Kudos to the Morgan Hill City Council for unanimously voting on
July 26 to place 2004 Measure C revisions on the November ballot.
The measure will ask voters in November to allow 100 additional
housing units downtown, above the 250 annual allotments currently
allowed.
Kudos to the Morgan Hill City Council for unanimously voting on July 26 to place 2004 Measure C revisions on the November ballot. The measure will ask voters in November to allow 100 additional housing units downtown, above the 250 annual allotments currently allowed.
Proponents of the change say the extra dwellings are necessary to boost a downtown core that has struggled over the last two decades as the city’s population has mushroomed but more and more shopping dollars have migrated elsewhere.
Voters will decide if downtown housing and mixed-use project developments can occur within a more concentrated and flexible timeframe to allow earlier implementation of the city’s downtown plan.
We believe the revisions are necessary as we think it makes no sense for the city to allow nearly 400 allotments within the downtown boundaries, but which under the current restrictions can’t be occupied until 2010. The projects are needed now, not six years later.
We urge council members to draft appropriate procedures for awarding the additional projects and to heed Morgan Hill planning commissioner Ralph Lyle’s concerns that the change could benefit a select group of downtown property owners.
Developers with deep pockets are interested in the change. We think that’s good, particularly if it’s going to transform the city’s downtown into a vibrant mix of properly planned commercial and residential units. We urge planners to carefully think out the logistics of such a change, looking at other successful downtowns in cities such as Los Gatos, Palo Alto and Saratoga.
City leaders, aided by the Morgan Hill Downtown Association, should carefully select who will be allowed in the city’s core so businesses given allotments won’t compete with the 650,000-square-foot Cochrane Road shopping center coming to town next summer.
Morgan Hill residents need downtown and other shopping options besides the Gilroy outlets. We believe lifting the Measure C restrictions will take the “foot off the throat of downtown” as expressed by BookSmart owner Brad Jones. We need to stop spending millions in shopping dollars elsewhere and begin investing them in our city. Amending the city’s restrictions on how many housing units are allowed downtown every year is one of the ways to do it.
We also applaud the vote taken recently by downtown property owners who agreed to tax themselves to generate $75,000 annually to beautify the city’s core. We agree with downtown property owners that the tax will bolster capital improvement projects that will bring more shoppers to the city’s core.
The money from the tax district will help continue the work of the Morgan Hill Downtown Association, which will likely be named to manage the funds. The city has supported the downtown association financially since 2002, granting more than $300,000 for its operation. But the city has also asked the organization to create a self-funding mechanism. The downtown property tax district accomplishes that.
The agreement for a new tax district comes one year after a similar bid failed. Former Morgan Hill Downtown Association Executive Director Dan Craig – who stepped down at the end of June – worked to reduce the scope of the tax district so fewer property owners would be impacted. Earlier this year, a petition of property owners showed there was likely enough interest among potential payers to generate more than 50 percent of the total assessment – minus the city’s $24,000.
The proposed Measure C revisions and the new downtown property improvement district will go a long way at helping attract a younger crowd eager to shop and have fun while living in the city.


__EXERCISE INSTRUCTIONS__: From the records below, state how many lines hold the string "name", without any other text.

__DATASET RECORDS__:
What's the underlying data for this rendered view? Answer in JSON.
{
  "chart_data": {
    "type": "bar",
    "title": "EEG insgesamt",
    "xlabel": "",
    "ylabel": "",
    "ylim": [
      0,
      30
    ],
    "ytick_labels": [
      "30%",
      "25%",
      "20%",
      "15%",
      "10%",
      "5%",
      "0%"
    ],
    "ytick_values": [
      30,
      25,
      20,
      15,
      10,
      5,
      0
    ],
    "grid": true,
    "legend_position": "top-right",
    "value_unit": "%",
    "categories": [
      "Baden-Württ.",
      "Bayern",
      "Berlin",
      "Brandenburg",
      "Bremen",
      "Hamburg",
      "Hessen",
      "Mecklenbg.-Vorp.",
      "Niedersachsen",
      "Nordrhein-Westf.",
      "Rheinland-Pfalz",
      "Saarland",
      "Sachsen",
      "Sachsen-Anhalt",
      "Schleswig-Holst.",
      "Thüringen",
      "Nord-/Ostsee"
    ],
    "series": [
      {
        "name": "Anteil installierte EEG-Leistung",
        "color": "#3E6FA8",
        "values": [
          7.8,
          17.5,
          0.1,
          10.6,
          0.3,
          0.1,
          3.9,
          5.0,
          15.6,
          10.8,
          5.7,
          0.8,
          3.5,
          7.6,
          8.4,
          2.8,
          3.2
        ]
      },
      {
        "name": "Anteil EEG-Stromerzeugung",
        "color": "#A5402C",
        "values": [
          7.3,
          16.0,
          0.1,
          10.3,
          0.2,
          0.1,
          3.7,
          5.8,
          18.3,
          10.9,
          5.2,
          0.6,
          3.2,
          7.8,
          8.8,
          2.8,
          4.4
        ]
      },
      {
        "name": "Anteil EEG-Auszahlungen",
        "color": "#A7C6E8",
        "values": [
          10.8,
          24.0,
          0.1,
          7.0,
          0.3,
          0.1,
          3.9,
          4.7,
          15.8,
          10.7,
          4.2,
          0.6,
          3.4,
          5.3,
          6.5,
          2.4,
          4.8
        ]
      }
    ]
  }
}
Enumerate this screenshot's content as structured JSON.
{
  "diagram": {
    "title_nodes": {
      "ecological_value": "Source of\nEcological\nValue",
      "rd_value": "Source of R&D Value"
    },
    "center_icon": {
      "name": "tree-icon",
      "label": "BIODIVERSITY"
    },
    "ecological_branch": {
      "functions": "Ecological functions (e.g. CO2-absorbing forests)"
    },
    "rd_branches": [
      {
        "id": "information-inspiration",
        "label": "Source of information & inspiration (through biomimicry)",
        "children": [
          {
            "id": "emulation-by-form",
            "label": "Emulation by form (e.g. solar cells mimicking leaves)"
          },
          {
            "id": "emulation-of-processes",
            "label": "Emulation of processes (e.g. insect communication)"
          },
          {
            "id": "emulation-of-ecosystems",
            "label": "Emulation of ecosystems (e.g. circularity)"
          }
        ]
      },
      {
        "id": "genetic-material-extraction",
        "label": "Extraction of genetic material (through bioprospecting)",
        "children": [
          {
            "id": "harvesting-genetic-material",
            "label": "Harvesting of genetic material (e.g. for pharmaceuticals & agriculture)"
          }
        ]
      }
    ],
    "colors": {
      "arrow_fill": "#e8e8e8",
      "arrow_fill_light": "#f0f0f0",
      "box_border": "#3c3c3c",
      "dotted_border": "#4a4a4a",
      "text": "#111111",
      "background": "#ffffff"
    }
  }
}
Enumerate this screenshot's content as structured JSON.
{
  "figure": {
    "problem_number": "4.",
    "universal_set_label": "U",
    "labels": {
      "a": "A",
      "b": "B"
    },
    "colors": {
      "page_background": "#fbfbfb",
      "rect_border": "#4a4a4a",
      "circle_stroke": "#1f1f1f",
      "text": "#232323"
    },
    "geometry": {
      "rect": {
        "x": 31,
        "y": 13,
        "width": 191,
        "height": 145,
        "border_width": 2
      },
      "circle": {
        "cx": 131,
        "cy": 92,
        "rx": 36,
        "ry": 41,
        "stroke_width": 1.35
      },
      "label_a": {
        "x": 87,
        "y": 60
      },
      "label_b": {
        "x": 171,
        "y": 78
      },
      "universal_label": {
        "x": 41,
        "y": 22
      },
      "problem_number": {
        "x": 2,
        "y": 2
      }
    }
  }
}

__WRITTEN ANSWER__: 4